I blink to clear my vision. My heartbeat pounds in my ears, and I feel my ribs expand to accommodate air-filled lungs. The mirror holds a reflection of Geraldineā€™s face. I remember her image in the Body Catalogue. She had long auburn hair. Now her head is shaven. A row or stitches encircles her skull, indicating where it was lifted like a toffee tin lid. I know the stitches must run down her neck and her back. She would have been opened, so that my brain and spinal cord could be inserted.

The cut will heal. Iā€™ll grow my hair long, and I shall wear green.


Maureen BowdenMaureen Bowden is a Liverpudlian, living with her musician husband in North Wales, where they try in vain to evade the onslaught of their children and grandchildren. She has had seventy-two stories and poems accepted for publication by paying markets, including ā€˜Grievous Angelā€™, ā€˜Third Flatironā€™, Alban Lakeā€™, ā€˜Mad Scientists Journalā€™, and ā€˜Unsettling Wonderā€™, among others. Silver Pen publishers nominated one of her stories for the 2015 international Pushcart Prize.
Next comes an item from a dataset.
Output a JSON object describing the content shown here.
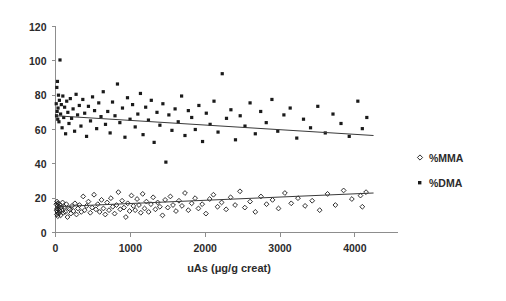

She also writes song lyrics, mostly comic political satire, set to traditional melodies. Her husband has performed these in Folk clubs throughout England and Wales.

She recently retired from a long career with HMRC, and in 2013 she obtained a First Class Honours Degree from the Open University. As well as Literature and History, the Degree included modules in Creative Writing and Advanced Creative Writing. She achieved a distinction in both.

She loves her family and friends, Rock ā€˜nā€™ Roll, Shakespeare, and cats.

by Tara Bradford

4 U Leonard Cohen
Ex-InTransit via Creative Commons

She bent over, examining herself in the mirror, splayed in folds. She pulled her legs apart and saw the pink recede into darkness, becoming indistinguishable. It disappeared into her, silent, and she thought, no, this will never do. So she rubbed her finger and thumb together until it held onto the leathery tip between her legs. When she pulled, she felt a falling, a lengthening of herself into another place. It rounded in her palm and she let it drop powerfully between her legs. Yes, she said, better.

She felt it swing between her thighs and her confidence expanded with its girth. There were comments on the sway of her hips or the taste of her lips or the fall of her hair long and low down the curve of her back. She could not tell if these voices were echoes in her head or said a moment ago, a week ago, now. The extra girth gave her confidence, though. It bulged in front of her like a light leading her to this instanceā€”this time. She knew, with this thing between her legs, that she would finally be taken seriously.


Tara BradfordTara is an international teacher with itchy feet and busy fingers. Having found inspiration in Japan, England and Kuwait, she is now venturing to Ukraine to see what new stories the ā€˜Old Countryā€™ will reveal to her. Find Tara on instagram @tarajeana or her website www.tarajeana.com.

by Natalia Theodoridou

It’s a small world, people used to say while I was growing up. It’s what they always say. The small world is made to look larger by the mirror at the end of itā€”the way you stick a large mirror on the wall of your tiny living room to make it look more comfortable, more spacious, more like you could actually live in it.

I never believed them. I knew that the world couldn’t be this small, that they only said that because it made them feel safe. So I set out to find the mirror at the end of the small world.

The beautiful north.
Runar Eilertsen via Creative Commons

I crossed the tiny cities, the tiny deserts, the tiny seas. I sailed through calm and waves until my boat was greeted by another boat, sailing towards me from the horizon.

We met in the middle of the world, the other man and I. We said hello with a wave of the hand and a nod of the head, a tight, identical smile. Then we turned around and went back where we came from.

Back home, everyone was eager to know the truth. “Well?” they asked. “What happened?”

“It’s a vast, endless world,” I told them. “You were wrong.”


Natalia TheodoridouNatalia Theodoridou is a UK-based media & cultural studies scholar and a writer of strange stories. Her fiction has appeared in KROnline, Clarkesworld, Interfictions, Litro, and elsewhere. Her website is www.natalia-theodoridou.com. Occasionally, she tweets @natalia_theodor.